They’re just making themselves look trashy and desperate.
What might work is making their software better than everyone else’s. But that requires effort and skill and managerial competence.


They’re just making themselves look trashy and desperate.
What might work is making their software better than everyone else’s. But that requires effort and skill and managerial competence.


I’d like to see people rebuild something like that inside i2p or something similar. But with modern browser fingerprinting it’s very hard not to be identifiable even there, unless you take precautions most people absolutely won’t do.


I guess bullshit is easier to make than shoes.


Overregulation and underregulation are both problematic, so it’s not an easy thing to get right. But sometimes you get the impression a regulation is all agenda and very little thought (e.g. this one in California, and the FCC’s recent banning of foreign-made home routers).


The FCC ruling prohibits the sale of new models of consumer router. It doesn’t forbid the continuing use of existing routers or, if I understand it right, the continued sale of models that were already on sale. So you can continue to use existing models as WAPs or routers. But when the tech and the security moves on the FCC wants the USA to be left behind.


Yes, OPNsense is excellent if you have a spare computer to run it. Then you can repurpose your consumer router as a WiFi access point. I still feel safer flashing the old WiFi router with open firmware before using it even as a WAP.


If it’s a desktop PC you can buy a PCIe card with multiple Ethernet ports pretty cheap, especially if you buy used.


Time to flash the old Netgear router with some open source firmware.


Netgear likely agreed to some backdoor shit
If that’s how you win Trump’s favor, count me out forever.


It’s not clear what makes Netgear’s currently foreign-made routers safer than, say, an Amazon Eero 7 or a Google Nest WiFi Pro.
This is all evidence that it’s not really about safety. It’s a clumsy attempt to strongarm tech companies into setting up factories in the USA. It may also be an attempt to create an environment in which it’s easier to install US government backdoors on every home router.


Frey told Ars he was shocked to see a platform as big as Discord relying on such poor support infrastructure.
It’s exactly what we can expect from tech companies these days.


If a physics simulation doesn’t agree exactly with experimental data, it is often difficult to figure out why and tweak the model until they agree. With AI, incorporating a few experimental examples into the training process is a lot more straightforward, and it’s not necessary to understand where exactly the model went wrong.
That’s not too bad if it’s only ever used as a rough guide in the early stages of design, with proper testing done later. But do we trust corporations not to get lazy and pressure their engineers to skip the accurate tests altogether, especially when they can then brag to their investors that AI is replacing expensive engineer time? What would Boeing’s management want to do with this tech?


It’s like the US official who told the Pope he was wrong because the USA has more weapons than he does. Fascists don’t appreciate truth or morality, just force.
Or they just noticed how sexy the fish always look.
There is a port to C++ underway, which still seems to be active:
It’s possible that the kernel and core components are still robust, having been developed in a time when engineering standards were higher. As far as I know, the kernel is still basically Dave Cutler’s NT kernel, adapted by his team to 64-bit in the early 2000s, and his stuff was always well reputed for stability, though other teams were producing unstable code.
The problems of Windows today always seem to trace back to the early 2010s when Satya Nadella took over and nuked the QA and testing team. That’s borne out by what we learn from the current article series, which describes how those test engineers who weren’t fired were parachuted into roles they often weren’t prepared for. And in Windows this seems to have led to a culture of hasty, undertested patches, shoved out to users and re-patched when users report problems, but not before. Also, again borne out by this article, a managerial culture of pressuring devs to add new features (that users don’t even care about) instead of solidifying what’s already there. You end up with demoralized devs and a teetering tower of technical debt growing ever higher.
If the core of the OS is robust but everything on top of it is flaky, then the user experience is still going to be of an unreliable OS.


Maybe we need a movement for fully hand-coded software, as both a political statement and a baseline of quality. I doubt it will even take longer to develop and maintain, once you count all the overheads of supervising AI.


The “advanced flow” with a one-day wait is just Google realizing they need to boil this frog a little more slowly to prevent a backlash. They still want a fully boiled frog in the end.


I’ve been using NewPipe without problems. Is it supposed to have gone away?
I bet they still have some good devs who are continually thwarted by management.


Required work> Check each line of the records below for the word "ylabel" and give the number of lines that have it, with nothing added.

Collected data entries>
------------------------

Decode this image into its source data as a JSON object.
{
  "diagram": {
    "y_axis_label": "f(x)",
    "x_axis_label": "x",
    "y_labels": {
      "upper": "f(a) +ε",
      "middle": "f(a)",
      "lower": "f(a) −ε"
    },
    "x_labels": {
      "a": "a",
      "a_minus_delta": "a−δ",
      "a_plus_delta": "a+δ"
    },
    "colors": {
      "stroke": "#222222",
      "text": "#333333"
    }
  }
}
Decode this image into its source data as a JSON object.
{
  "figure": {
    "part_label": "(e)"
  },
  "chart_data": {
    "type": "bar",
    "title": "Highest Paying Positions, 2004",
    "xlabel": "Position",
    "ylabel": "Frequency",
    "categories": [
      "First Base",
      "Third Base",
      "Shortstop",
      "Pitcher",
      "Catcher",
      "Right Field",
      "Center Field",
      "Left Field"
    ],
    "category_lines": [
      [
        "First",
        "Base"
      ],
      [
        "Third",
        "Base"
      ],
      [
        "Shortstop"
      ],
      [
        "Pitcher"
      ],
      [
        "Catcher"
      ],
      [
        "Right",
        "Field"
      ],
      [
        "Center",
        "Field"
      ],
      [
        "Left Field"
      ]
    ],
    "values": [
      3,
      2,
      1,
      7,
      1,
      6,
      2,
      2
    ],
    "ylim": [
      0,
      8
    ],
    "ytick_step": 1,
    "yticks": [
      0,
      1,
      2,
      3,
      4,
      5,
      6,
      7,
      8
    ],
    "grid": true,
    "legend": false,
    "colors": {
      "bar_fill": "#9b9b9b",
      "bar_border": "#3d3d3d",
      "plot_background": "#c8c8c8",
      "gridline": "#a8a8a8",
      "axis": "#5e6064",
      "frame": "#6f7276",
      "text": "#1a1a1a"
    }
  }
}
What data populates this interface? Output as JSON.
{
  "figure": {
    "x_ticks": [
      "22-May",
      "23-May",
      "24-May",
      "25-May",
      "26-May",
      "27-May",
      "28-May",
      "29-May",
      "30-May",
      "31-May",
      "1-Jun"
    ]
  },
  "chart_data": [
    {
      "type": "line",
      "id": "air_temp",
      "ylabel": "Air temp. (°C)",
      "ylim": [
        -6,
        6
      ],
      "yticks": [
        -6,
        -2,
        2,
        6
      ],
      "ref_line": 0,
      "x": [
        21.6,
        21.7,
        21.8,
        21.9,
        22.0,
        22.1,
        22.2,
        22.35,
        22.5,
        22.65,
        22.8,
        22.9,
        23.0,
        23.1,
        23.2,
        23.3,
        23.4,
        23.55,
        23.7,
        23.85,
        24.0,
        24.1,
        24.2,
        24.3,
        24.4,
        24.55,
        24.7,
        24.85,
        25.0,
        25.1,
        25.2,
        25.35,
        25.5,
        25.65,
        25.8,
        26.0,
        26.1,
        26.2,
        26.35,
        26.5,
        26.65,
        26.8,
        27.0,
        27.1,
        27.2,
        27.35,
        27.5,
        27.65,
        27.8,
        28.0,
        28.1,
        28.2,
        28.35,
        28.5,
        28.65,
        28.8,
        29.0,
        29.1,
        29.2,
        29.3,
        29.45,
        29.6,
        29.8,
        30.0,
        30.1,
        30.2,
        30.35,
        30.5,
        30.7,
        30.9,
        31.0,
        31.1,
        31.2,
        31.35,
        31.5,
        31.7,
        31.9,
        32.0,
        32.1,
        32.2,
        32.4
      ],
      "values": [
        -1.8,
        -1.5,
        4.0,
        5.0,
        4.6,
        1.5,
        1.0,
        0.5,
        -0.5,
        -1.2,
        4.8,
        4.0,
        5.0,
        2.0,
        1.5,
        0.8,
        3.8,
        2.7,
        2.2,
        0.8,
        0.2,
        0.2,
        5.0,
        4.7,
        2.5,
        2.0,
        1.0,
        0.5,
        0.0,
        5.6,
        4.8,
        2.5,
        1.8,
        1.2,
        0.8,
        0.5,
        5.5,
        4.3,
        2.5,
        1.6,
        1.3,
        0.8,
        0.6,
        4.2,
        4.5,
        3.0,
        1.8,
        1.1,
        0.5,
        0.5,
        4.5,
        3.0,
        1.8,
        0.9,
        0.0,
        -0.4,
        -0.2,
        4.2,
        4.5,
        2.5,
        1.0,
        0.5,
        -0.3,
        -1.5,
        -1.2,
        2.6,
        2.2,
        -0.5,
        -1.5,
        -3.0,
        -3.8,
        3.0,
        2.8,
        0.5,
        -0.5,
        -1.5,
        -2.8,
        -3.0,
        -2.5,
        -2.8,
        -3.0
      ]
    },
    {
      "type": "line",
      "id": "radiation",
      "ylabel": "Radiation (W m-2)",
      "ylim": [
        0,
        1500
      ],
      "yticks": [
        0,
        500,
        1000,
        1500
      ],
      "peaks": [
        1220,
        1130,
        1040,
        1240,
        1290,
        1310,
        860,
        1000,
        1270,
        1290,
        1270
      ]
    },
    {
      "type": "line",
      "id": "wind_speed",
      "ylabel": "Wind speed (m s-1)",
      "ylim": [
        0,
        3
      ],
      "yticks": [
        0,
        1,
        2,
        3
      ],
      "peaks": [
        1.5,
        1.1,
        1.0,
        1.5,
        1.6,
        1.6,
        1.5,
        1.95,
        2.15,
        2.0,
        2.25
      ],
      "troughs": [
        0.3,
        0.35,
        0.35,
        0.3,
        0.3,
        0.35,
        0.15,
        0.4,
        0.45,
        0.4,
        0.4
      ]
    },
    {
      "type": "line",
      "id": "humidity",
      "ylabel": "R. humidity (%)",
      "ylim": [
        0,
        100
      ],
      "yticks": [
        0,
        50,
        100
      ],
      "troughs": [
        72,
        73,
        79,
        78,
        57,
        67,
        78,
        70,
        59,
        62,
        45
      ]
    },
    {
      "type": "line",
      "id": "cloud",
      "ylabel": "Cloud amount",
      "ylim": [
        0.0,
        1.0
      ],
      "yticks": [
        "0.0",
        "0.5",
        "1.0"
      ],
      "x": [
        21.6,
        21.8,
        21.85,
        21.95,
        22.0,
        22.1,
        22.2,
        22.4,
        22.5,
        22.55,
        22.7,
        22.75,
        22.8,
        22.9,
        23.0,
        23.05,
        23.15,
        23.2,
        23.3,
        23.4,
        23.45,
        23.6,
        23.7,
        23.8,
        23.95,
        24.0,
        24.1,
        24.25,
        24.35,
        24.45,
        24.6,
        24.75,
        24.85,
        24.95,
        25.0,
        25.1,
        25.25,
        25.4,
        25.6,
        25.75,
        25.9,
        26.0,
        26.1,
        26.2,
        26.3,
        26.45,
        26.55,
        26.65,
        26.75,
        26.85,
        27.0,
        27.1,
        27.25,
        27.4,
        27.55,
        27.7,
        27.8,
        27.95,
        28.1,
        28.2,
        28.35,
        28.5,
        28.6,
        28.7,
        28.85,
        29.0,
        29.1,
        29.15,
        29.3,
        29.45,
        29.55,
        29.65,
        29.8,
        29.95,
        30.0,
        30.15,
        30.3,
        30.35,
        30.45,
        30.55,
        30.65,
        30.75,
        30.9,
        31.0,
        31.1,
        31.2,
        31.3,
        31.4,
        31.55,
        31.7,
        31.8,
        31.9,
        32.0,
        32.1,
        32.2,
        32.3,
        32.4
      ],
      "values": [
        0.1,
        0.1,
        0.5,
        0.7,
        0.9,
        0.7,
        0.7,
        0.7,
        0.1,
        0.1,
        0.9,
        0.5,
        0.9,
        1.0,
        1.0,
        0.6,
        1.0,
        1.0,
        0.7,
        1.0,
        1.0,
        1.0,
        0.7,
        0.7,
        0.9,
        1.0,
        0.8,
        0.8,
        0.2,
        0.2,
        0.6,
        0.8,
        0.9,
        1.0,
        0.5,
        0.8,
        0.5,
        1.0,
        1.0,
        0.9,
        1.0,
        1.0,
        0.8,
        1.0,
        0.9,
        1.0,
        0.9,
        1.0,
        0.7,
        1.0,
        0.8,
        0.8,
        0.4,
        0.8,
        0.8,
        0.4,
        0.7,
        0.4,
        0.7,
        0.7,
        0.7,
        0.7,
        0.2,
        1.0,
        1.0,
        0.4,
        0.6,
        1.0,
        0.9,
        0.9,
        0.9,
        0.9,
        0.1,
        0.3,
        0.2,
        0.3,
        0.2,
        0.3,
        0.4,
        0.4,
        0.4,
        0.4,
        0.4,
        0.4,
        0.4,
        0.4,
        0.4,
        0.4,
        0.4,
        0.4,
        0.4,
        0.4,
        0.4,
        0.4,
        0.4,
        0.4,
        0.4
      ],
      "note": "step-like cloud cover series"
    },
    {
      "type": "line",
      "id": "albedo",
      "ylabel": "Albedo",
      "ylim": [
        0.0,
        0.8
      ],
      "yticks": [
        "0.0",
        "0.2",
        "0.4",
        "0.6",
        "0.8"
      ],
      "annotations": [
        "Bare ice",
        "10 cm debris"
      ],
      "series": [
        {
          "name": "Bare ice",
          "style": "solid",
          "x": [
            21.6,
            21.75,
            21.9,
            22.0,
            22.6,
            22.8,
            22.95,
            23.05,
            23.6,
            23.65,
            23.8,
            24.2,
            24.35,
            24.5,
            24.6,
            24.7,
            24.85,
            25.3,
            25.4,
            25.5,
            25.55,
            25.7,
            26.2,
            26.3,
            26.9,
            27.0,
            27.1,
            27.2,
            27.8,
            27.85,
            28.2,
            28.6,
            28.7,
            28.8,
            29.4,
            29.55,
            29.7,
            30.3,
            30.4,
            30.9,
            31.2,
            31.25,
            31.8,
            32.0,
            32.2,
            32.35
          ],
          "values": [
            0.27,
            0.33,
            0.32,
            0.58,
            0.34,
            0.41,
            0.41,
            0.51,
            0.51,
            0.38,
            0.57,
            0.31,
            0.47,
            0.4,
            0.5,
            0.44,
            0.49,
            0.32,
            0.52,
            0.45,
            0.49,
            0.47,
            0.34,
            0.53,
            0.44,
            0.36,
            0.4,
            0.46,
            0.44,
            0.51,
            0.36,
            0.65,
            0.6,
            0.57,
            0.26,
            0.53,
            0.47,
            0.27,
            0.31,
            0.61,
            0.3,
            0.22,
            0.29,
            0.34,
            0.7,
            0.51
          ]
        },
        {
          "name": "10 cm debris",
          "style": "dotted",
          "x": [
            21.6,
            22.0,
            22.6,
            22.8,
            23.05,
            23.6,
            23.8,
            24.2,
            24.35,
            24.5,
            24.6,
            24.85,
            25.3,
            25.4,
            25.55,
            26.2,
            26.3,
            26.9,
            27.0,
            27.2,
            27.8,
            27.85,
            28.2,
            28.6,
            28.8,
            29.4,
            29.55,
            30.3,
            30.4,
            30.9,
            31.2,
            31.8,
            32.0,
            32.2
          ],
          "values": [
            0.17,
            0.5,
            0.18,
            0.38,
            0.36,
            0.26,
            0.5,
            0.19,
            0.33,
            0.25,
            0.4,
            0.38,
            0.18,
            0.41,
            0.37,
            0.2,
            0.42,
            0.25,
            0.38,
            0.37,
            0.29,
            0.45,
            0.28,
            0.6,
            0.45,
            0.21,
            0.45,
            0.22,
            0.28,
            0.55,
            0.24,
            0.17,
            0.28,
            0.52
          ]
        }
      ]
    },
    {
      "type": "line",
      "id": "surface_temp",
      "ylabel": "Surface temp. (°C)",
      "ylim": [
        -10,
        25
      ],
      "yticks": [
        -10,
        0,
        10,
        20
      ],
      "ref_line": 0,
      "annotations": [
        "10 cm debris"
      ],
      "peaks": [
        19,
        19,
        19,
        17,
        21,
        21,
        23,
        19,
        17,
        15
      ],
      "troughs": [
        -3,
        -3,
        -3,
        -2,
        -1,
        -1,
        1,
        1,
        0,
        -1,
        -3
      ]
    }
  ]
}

------------------------

Result below> 8